Jair Bolsonaro: The candidate dividing friends in Brazil
- Published
At this time of year, the gaúchos are out in force.
Dressed in pantaloons and neckerchiefs and wearing wide-brimmed felt hats, the people of Rio Grande do Sul have just finished celebrating Semana Farroupilha (Ragamuffin week).
It is an annual festival that marks a 19th-Century uprising when the region tried to separate from the rest of Brazil. Only it did not - the state of Rio Grande do Sul remained Brazilian.
But it is still an excuse for a party. People here are proud of their heritage. In some ways, they have more in common with their gaucho-loving neighbours Uruguay and Argentina than they do with other parts of Brazil.
And that makes for interesting politics in the conservative south.
Rodeos and ragamuffins
One of the big events at Ragamuffin week is the rodeo. Both men and women, all wearing their traditional wide-brimmed felt hats, mount their horses, lasso in hand, and prove their cowboy skills to the enthusiastic audience.
A commentator speaks at breakneck speed. Every minute or so, a bull dashes across the field, closely followed by a rider casting their rope.
Nineteen-year-old student Hewyllyn Carrao is sitting on the rodeo stand in her gaúcho felt hat.
The event is a bit of light relief. With less than two weeks before the first round of presidential elections, politics is the topic of most conversations at the moment.
"All you can do is laugh really!" she says of the candidates on offer this year. "I've no idea who to vote for. Nobody does anything for the people any more."
Divisions among friends
Brazil is certainly divided. Far-right candidate Jair Bolsonaro is expected to win the most votes in the first round on 7 October, followed by left-winger Fernando Haddad, who replaced former President Luiz Inácio Lula da Silva as the Workers' Party candidate.
On the other side of the rodeo field, a group of women are hosting a colonial tea. A massive rib of beef is on the BBQ.
Claudia Matiello and Raquel Oliveira are friends, but when it comes to politics they do not see eye-to-eye.
"I'm voting for Bolsonaro because I believe in change and he's going to revolutionise Brazil," says Claudia.
Raquel shakes her head in despair. She is voting for Haddad because she thinks he is the only person who can get Brazil back on the right economic track.
I ask her what she thinks about Claudia voting for Bolsonaro. "She'll see the consequences soon enough," she laughs.

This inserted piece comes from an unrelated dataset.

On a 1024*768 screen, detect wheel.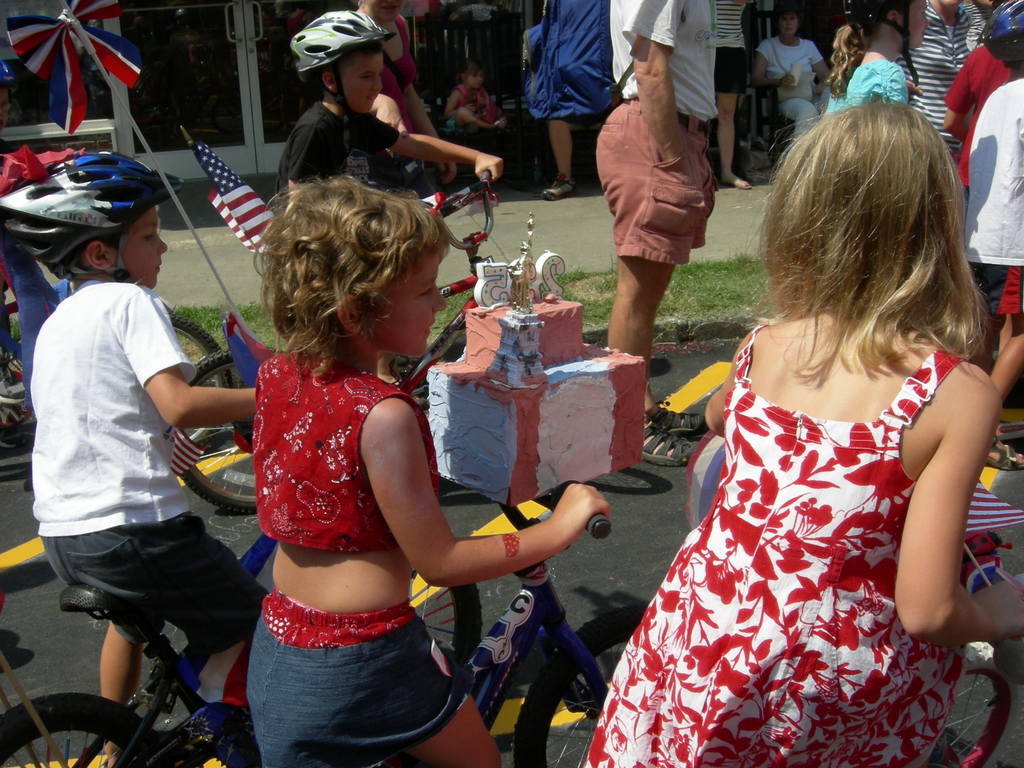
[520,604,657,767].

Fond memories of the military
But across town in Brazil's oldest gun club, Bolsonaro would win hands-down. "The words 'order and progress' are written on the Brazilian flag," says owner Dempsey Magaldi.

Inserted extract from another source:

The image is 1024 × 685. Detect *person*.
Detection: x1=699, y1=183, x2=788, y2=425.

"But there's total disorder and chaos in this country - we've reached a limit. It's practically civil war." He says 80% of the club's new members start learning to shoot because of security concerns. People want to be able to defend themselves because they say the government is unable to protect them.

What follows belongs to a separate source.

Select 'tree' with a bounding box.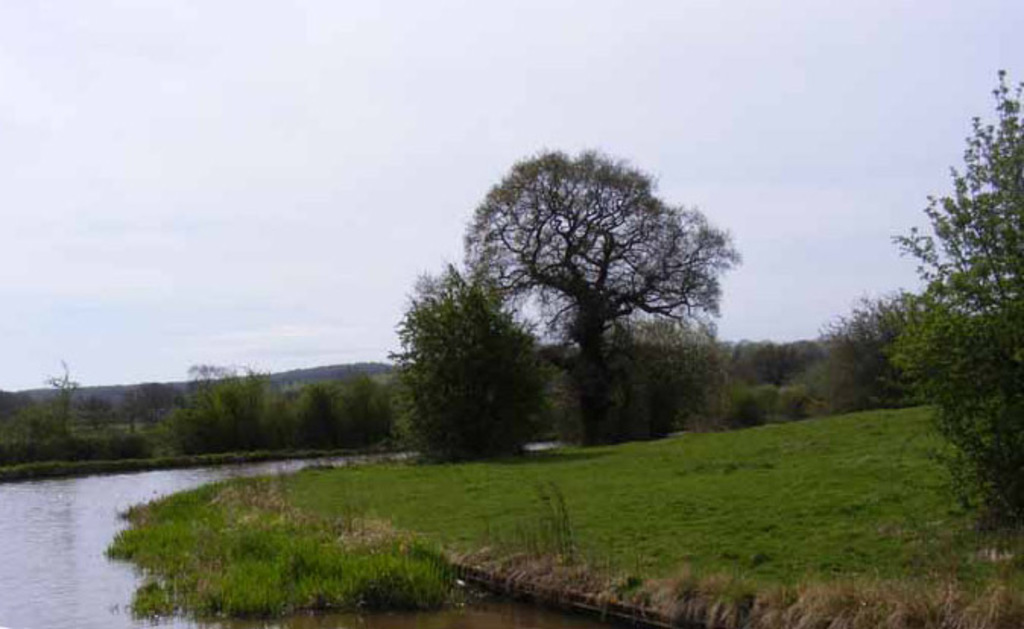
pyautogui.locateOnScreen(764, 371, 823, 421).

Fellow marksman and gun shop-owner Henrique Nogueira agrees. In rural Rio Grande do Sul, he says he and his friends all want to vote for Jair Bolsonaro because he's the candidate who backs looser gun laws in response to rising violence.
Henrique remembers the time when Brazil was under military rule from 1964 to 1985 fondly.
It is a period in which hundreds of people were killed or disappeared, but Henrique says they were "years of progress, when laws were respected and there was more discipline". He thinks that when democracy was restored and the left took power "there was an inversion of values".
"Police were seen as criminals, and the criminals the good guys. Now you're seeing the results," he says, referring to the record 63,880 homicides in Brazil last year.
"The only option to turn this around is Bolsonaro."
Ignoring the controversies
Nicknamed "the legend" by his fans, Jair Bolsonaro has a cult following. They seem to forget - or ignore - the controversial things he has said. He told a congresswoman she was too ugly to be raped. He has also said that he would rather have a dead son than a gay son.
But supporter Felipe Moreira Gil will not have a bad word said about Jair Bolsonaro - or the military. He is wearing a T-shirt with a picture of Carlos Alberto Brilhante Ustra on the front. The late army colonel was accused of ordering the illegal arrest and torture of 500 left-wing activists under military rule.
"He's the biggest hero of the Brazilian people," he says. "He protected them from left-wing terrorists."
Jair Bolsonaro has also talked fondly of military rule in the past.
"It wouldn't be a bad idea," says Felipe of the idea of returning to a military-led government. "But it's not a possibility at the moment. Bolsonaro will become president so there's no reason to organise a counter-revolution."
Radical change
Regina Brunet, 21, is worried. She is out campaigning for Fernando Haddad in downtown Porto Alegre.
"If people don't have jobs, streets get more insecure and Bolsonaro appeals to that feeling," she says. "He stands for a radical change, but it's not a change that would help people. It will only make it worse."
Bolsonaro supporter Katia Rose Maciel Broca disagrees.
"Trump's changing the US isn't he?" she says. "People are resistant to change because they're out of their comfort zone. Trump was also seen as controversial - he's doing a great job. Bolsonaro will do the same."